Brendan Conner wrote:

In projects I've worked on, we've called it "conversation scope," since
it represents a conversation with the user.  We had similar scope issues
with Struts, so we built our own framework that used the Session, but
performed automatic cleanup on the Session for beans that were no longer
in the "conversation."  The framework used an XML file to associate each
action with a list of beans that had to be present in the Session for
that action.  Then, it intercepted each request, deleting from the
Session beans that were no associated with that request's action.

Yes, that approach is how most people seem to be doing it. But there turn out to be some nice benefits to carrying the state in the component instead:

* The programmers don't have to do explicit cleanup on "flow" exit. If you have lots of exit paths (as we do), this can start to get hairy. Also, we found that session-scoping made back-button support more unpredictable. Depending on where the user starts hitting "back", they get different results. Not an issue with component-carried state.

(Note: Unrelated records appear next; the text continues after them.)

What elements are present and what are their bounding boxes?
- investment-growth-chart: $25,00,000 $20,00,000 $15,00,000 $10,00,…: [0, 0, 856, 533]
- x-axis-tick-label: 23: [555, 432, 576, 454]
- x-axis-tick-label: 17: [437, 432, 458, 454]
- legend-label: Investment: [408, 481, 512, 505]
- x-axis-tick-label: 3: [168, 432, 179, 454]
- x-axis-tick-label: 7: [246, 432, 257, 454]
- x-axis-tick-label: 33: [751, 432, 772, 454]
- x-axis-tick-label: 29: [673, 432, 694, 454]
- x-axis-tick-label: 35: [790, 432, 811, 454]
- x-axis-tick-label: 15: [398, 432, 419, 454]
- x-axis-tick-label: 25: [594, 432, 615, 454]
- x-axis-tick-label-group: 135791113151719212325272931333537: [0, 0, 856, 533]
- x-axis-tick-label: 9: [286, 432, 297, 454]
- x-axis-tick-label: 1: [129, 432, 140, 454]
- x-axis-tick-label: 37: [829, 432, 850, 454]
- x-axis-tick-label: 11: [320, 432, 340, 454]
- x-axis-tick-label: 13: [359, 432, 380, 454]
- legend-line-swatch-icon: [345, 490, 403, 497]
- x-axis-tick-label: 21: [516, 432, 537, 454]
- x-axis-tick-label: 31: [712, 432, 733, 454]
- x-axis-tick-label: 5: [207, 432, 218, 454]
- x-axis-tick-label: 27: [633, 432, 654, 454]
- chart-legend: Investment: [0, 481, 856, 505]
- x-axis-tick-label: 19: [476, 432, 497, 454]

* The programmers don't have to explicitly decide when it's time to start a new "flow". Instead, we let the browser user handle it in the usual browser way.

* We don't end up piling data into session-managed memory for each supported active view. It's true that our flowState tag approach adds to the volume of request data, but a) we're mostly targeting a broadband network, and b) the amount of data carried is restricted to the single request's needs rather than being additive across all possibly active requests.

On the negative side, we do sometimes have that JSF annoyance with URLs going out of sync. As it turned out, though, the flow-scoped sequences we support wouldn't have been easily bookmarkable anyway.